Application of Proposition 57 to defendant awaiting retrial when Proposition 57 passed is retroactive, not prospective, application of the law. Walker also argued that the trial court properly applied Proposition 57 to his case because applying the proposition to a juvenile offender who has yet to be tried in adult court constitutes a prospective application of the law. The Court of Appeal disagreed. While a law governing the conduct of trials is applied prospectively when it is applied to conduct in the future (such as a trial that has not yet occurred), applying a change in the law to a pretrial procedure that has already occurred constitutes an impermissible retroactive application of the law. (See Tapia v. Superior Court (1991) 53 Cal.3d 282.) The amendments brought about by Proposition 57 pertain to the filing of charges. In Walker’s case, the filing of charges was complete several years before Proposition 57 became effective. Thus, applying Proposition 57’s filing provisions to Walker is retroactive application of the law. The court disagreed with People v. Mendoza (2017) 10 Cal.App.5th 327 and People v. Superior Court (Lara) (2017) 9 Cal.App.5th 753 to the extent those cases held to the contrary, and vacated the trial court’s order transferring Walker’s case to adult court.

The adult court still has jurisdiction over Walker’s case notwithstanding the amendments to Welfare and Institutions Code section 602. As amended by Proposition 57, section 602 provides that “except as provided in section 707, any person under 18 years of age when he or she violates [the law] . . . is within the jurisdiction of the juvenile court.” Walker argued that under the language of section 602, the moment Proposition 57 became effective all juvenile defendants prosecuted in adult court without a transfer hearing fell under the jurisdiction of the juvenile court, and the adult court no longer had jurisdiction over those cases. The Court of Appeal disagreed, concluding that section 602 does not contain any express restriction on the jurisdiction of the adult court or any language indicating that the juvenile court’s jurisdiction is exclusive. Thus, section 602 does not “oust the Adult Court of jurisdiction” over cases that were pending in adult court when Proposition 57 was enacted.

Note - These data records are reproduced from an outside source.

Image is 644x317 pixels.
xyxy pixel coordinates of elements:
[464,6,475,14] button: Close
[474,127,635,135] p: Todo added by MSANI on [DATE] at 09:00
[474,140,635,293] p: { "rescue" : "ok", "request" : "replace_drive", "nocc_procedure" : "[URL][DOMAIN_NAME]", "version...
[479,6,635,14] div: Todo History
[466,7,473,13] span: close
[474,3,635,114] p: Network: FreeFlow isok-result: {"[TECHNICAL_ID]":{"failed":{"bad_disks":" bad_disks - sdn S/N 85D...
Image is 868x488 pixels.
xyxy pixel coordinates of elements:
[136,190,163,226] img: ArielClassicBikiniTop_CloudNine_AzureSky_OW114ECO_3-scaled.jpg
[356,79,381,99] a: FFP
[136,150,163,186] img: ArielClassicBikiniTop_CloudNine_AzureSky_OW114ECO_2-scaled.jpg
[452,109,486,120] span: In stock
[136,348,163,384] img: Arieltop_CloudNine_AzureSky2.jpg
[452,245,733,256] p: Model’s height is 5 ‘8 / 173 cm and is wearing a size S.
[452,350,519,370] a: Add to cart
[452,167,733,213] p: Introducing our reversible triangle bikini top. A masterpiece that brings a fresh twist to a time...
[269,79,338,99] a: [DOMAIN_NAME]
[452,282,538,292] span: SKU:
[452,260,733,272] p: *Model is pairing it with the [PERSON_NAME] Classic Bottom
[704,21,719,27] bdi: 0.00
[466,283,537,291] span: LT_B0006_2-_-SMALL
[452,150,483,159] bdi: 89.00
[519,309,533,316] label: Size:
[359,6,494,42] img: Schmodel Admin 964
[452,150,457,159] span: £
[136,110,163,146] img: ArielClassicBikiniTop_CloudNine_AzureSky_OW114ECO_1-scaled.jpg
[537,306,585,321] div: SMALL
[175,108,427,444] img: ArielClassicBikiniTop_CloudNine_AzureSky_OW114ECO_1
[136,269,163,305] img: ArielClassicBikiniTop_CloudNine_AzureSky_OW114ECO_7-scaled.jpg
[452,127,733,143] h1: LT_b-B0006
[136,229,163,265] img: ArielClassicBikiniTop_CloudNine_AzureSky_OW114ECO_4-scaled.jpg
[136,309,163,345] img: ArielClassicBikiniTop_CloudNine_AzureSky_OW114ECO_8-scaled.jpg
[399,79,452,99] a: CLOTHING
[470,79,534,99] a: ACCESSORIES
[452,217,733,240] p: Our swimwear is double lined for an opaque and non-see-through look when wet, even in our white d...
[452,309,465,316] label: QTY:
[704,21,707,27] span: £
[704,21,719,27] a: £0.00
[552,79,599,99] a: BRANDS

Refusing to apply Proposition 57 retroactively does not violate defendant’s equal protection rights. The right to equal protection requires that people who are similarly situated with respect to the law’s legitimate purpose must be treated equally. However, even assuming that Walker is similarly situated to juveniles who committed offenses and/or had felony complaints filed against them after the effective date of Proposition 57, the disparate treatment has a rational basis: a rational voter could reasonably conclude that prospective application of the law would serve the legitimate goal of judicial economy by avoiding invalidation of proceedings already conducted in adult court for juvenile defendants against whom charges were properly directly filed in adult court under the law in effect prior to Proposition 57. The court disagreed with Walker’s argument that strict scrutiny should apply, observing that the classification at issue was based not on age but on when the crime was committed or when the complaint was filed. Walker also failed to establish that Proposition 57 impinged on any fundamental rights of children. Thus, rational basis scrutiny applied.